Insights·Writing
Why now
The window between Korean content becoming investable and institutional capital pricing it correctly is open, and is not open for long.
The case for Korean content is often argued as a cultural case. The Hallyu wave. 225 million global fans. 24× growth in a decade. That argument has been made, accepted, and priced into the cultural conversation. It has not yet been priced into capital markets. The gap between cultural reality and market pricing is the window, and the window exists because three things are happening at the same time.
The platform shift has rewritten the income line
Pre-OTT, a Korean drama earned $250,000 to $330,000 per episode from traditional broadcasters. Netflix, at its Korea program peak, paid $1.7M to $2.4M per episode for equivalent content. That is a five-to-seven-fold re-pricing of the same underlying production. Netflix's 2023 $2.5B commitment to Korean content through 2027 was the institutional signal. Korean content exports rose from $5.6B in 2015 to $14.1B in 2024, up 152%. The rate of change on the income line has now outpaced the rate of change on the valuation multiple, and the gap is what creates the opportunity.
Capital is moving, but the access layer is broken
U.S. media and entertainment venture capital has cleared $1B+ annually for several years. M&E private equity has run at $8B+ per year since 2020. 2025 equity funding into the category was up 61% year over year. Capital is not scarce. Access is. An estimated 88.6% of Korean content companies operate under $750,000 in annual revenue, which places them below the visibility threshold of the investment banks and sector teams that cover the space on the U.S. coasts. There is, as of this writing, zero dedicated Korean content cross-border advisory presence in San Francisco or New York. A category of asset with institutional demand on one side and no functioning intermediation layer on the other is, by definition, a window.
Korea is installing the reforms the market has been waiting for
Commercial Code Article 382-3, enacted July 2025 after eighteen legislative attempts and a presidential veto, codifies director duty to shareholders directly. The Financial Services Commission's Corporate Value-Up Program has drawn more than 590 corporate filings. The precedent is Japan: the Tokyo Stock Exchange's equivalent reforms moved the market's disclosure rate from 49% to over 90% inside fifteen months, and multiples followed.
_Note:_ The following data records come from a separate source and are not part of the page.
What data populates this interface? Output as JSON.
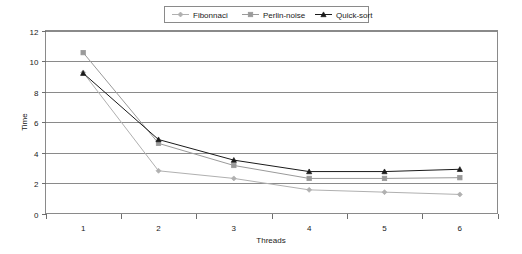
{
  "chart_data": {
    "type": "line",
    "title": "",
    "xlabel": "Threads",
    "ylabel": "Time",
    "x": [
      1,
      2,
      3,
      4,
      5,
      6
    ],
    "xtick_labels": [
      "1",
      "2",
      "3",
      "4",
      "5",
      "6"
    ],
    "ytick_labels": [
      "0",
      "2",
      "4",
      "6",
      "8",
      "10",
      "12"
    ],
    "yticks": [
      0,
      2,
      4,
      6,
      8,
      10,
      12
    ],
    "xlim": [
      0.5,
      6.5
    ],
    "ylim": [
      0,
      12
    ],
    "grid": "horizontal",
    "legend_position": "top-center",
    "series": [
      {
        "name": "Fibonnaci",
        "color": "#b0b0b0",
        "marker": "diamond",
        "values": [
          9.25,
          2.8,
          2.3,
          1.55,
          1.4,
          1.25
        ]
      },
      {
        "name": "Perlin-noise",
        "color": "#9a9a9a",
        "marker": "square",
        "values": [
          10.55,
          4.6,
          3.15,
          2.3,
          2.3,
          2.35
        ]
      },
      {
        "name": "Quick-sort",
        "color": "#1a1a1a",
        "marker": "triangle",
        "values": [
          9.2,
          4.85,
          3.5,
          2.75,
          2.75,
          2.9
        ]
      }
    ]
  },
  "colors": {
    "frame": "#8a8a8a",
    "grid": "#8a8a8a",
    "text": "#1a1a1a",
    "background": "#ffffff"
  }
}
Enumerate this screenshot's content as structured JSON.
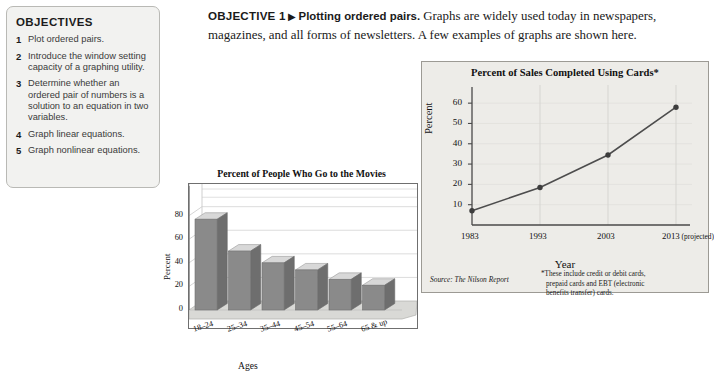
{
  "objectives": {
    "title": "OBJECTIVES",
    "items": [
      {
        "num": "1",
        "text": "Plot ordered pairs."
      },
      {
        "num": "2",
        "text": "Introduce the window setting capacity of a graphing utility."
      },
      {
        "num": "3",
        "text": "Determine whether an ordered pair of numbers is a solution to an equation in two variables."
      },
      {
        "num": "4",
        "text": "Graph linear equations."
      },
      {
        "num": "5",
        "text": "Graph nonlinear equations."
      }
    ]
  },
  "heading": {
    "objective_tag": "OBJECTIVE 1",
    "arrow": "▶",
    "objective_subtitle": "Plotting ordered pairs.",
    "body": "Graphs are widely used today in newspapers, magazines, and all forms of newsletters. A few examples of graphs are shown here."
  },
  "chart_data": [
    {
      "id": "line-chart",
      "type": "line",
      "title": "Percent of Sales Completed Using Cards*",
      "xlabel": "Year",
      "ylabel": "Percent",
      "categories": [
        "1983",
        "1993",
        "2003",
        "2013 (projected)"
      ],
      "x_tick_main": [
        "1983",
        "1993",
        "2003",
        "2013"
      ],
      "x_tick_suffix": " (projected)",
      "values": [
        7,
        18.5,
        34.5,
        58
      ],
      "yticks": [
        10,
        20,
        30,
        40,
        50,
        60
      ],
      "ylim": [
        0,
        65
      ],
      "grid": true,
      "legend": "none",
      "source": "Source: The Nilson Report",
      "footnote": [
        "*These include credit or debit cards,",
        "prepaid cards and EBT (electronic",
        "benefits transfer) cards."
      ],
      "line_color": "#4d4d4d",
      "marker_color": "#3d3d3d",
      "panel_bg": "#edece8"
    },
    {
      "id": "bar-chart",
      "type": "bar",
      "title": "Percent of People Who Go to the Movies",
      "xlabel": "Ages",
      "ylabel": "Percent",
      "categories": [
        "18–24",
        "25–34",
        "35–44",
        "45–54",
        "55–64",
        "65 & up"
      ],
      "values": [
        77,
        50,
        40,
        34,
        26,
        21
      ],
      "yticks": [
        0,
        20,
        40,
        60,
        80
      ],
      "ylim": [
        0,
        95
      ],
      "grid": true,
      "legend": "none",
      "bar_color": "#8a8a8a",
      "bar_top_color": "#d8d8d8",
      "bar_side_color": "#6e6e6e",
      "floor_color": "#d9d9d6"
    }
  ]
}
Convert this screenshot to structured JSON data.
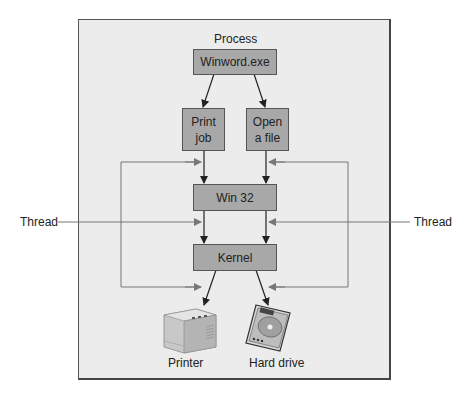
{
  "diagram": {
    "process_label": "Process",
    "nodes": {
      "winword": "Winword.exe",
      "print_job": "Print\njob",
      "open_file": "Open\na file",
      "win32": "Win 32",
      "kernel": "Kernel"
    },
    "thread_left": "Thread",
    "thread_right": "Thread",
    "devices": {
      "printer": "Printer",
      "hard_drive": "Hard drive"
    }
  },
  "colors": {
    "box_fill": "#a8a8a8",
    "frame_fill": "#ececec",
    "line": "#444444",
    "thread_line": "#888888"
  }
}
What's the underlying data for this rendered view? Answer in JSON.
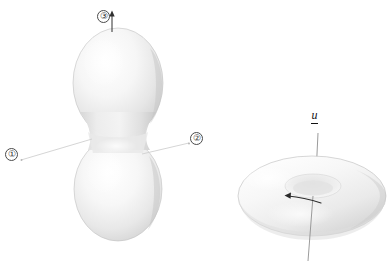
{
  "figure": {
    "caption_top": "shown in the left direction of   axis.",
    "background_color": "#ffffff",
    "width": 392,
    "height": 262
  },
  "left_shape": {
    "name": "peanut-dumbbell-nuclear-shape",
    "description": "two joined spheres forming a dumbbell / peanut shape",
    "fill_light": "#ffffff",
    "fill_mid": "#ededed",
    "fill_shadow": "#c9c9c9",
    "outline_color": "#b9b9b9"
  },
  "right_shape": {
    "name": "torus-doughnut-nuclear-shape",
    "description": "a flattened torus viewed obliquely from above",
    "fill_light": "#ffffff",
    "fill_mid": "#f0f0f0",
    "fill_shadow": "#cfcfcf",
    "outline_color": "#bcbcbc"
  },
  "callouts": [
    {
      "id": "callout-1",
      "label": "①"
    },
    {
      "id": "callout-2",
      "label": "②"
    },
    {
      "id": "callout-3",
      "label": "③"
    }
  ],
  "labels": {
    "axis_vector": "u"
  },
  "annotations": {
    "arrow_up_label": "up-arrow",
    "rotation_arrow_label": "rotation-arrow",
    "axis_line_label": "symmetry-axis-line",
    "leader_line_1_label": "leader-line-callout-1",
    "leader_line_2_label": "leader-line-callout-2"
  },
  "colors": {
    "ink": "#1a1a1a",
    "line": "#6e6e6e",
    "leader": "#d2d2d2"
  }
}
Korea is roughly eighteen months into its own arc. Five entertainment-adjacent companies sit in the Value-Up Index already. None have filed a formal Value-Up plan. The reform has started. The compression of the Korea Discount, where it compresses, has not. That mismatch is the second window.
The asset class itself is consolidating
Korean content, for most of its history, was priced as a hit-driven business: the next drama, the next debut, the next theatrical. That framing depresses the valuation multiple because hits do not compound. Catalogs do. The current cohort of Korean content companies is actively consolidating IP portfolios, rolling up production capacity, and building cross-sector franchise assets. HYBE's multi-label structure is one version. CJ ENM's Studio Dragon is another. Kakao Entertainment's catalog roll-ups are a third. As the sector shifts from hits to catalogs, the valuation framework that applies is the catalog framework, which carries multiples roughly two times higher. The transition is in motion. The re-rating, so far, is not.
Reality has moved. The market has not.
Why not earlier
Before 2023, three of the four conditions above were not in place. Article 382-3 did not exist. Value-Up had not launched. Netflix's $2.5B commitment had not been signed. Catalog consolidation was visible at individual companies but not yet sector-wide. An investor who wanted Korean content exposure earlier than 2023 was either picking single-title risk or buying a market still structured for the domestic-only era.
Why not later
The boundary on the other side is institutional entry. Blackstone bought Hipgnosis Songs Fund in 2024 at $1.6B. KKR, Carlyle, Apollo, and SoftBank are all active in Asian content. Once Western institutional capital sets public multiples on Korean content deals, the informational discount compresses quickly. The window for specialist, pre-institutional intermediation runs for the period between reform beginning and institutional capital anchoring the space. Japan's version of this window ran roughly three years. Korea's version is likely shorter, because Korea imports the framework rather than inventing it.
What the window is actually about
Not every Korean content company is mispriced. The question is whether a specific asset's discount reflects real risk or information friction. A holding-company discount on a company with clean cross-shareholding reform and a Value-Up filing in flight is a different discount than a holding-company discount on a company that has not begun the work. A catalog with platform-agnostic streaming rights is a different asset than a single-artist agency exposed to one career arc.
The window is open, and it will not stay open.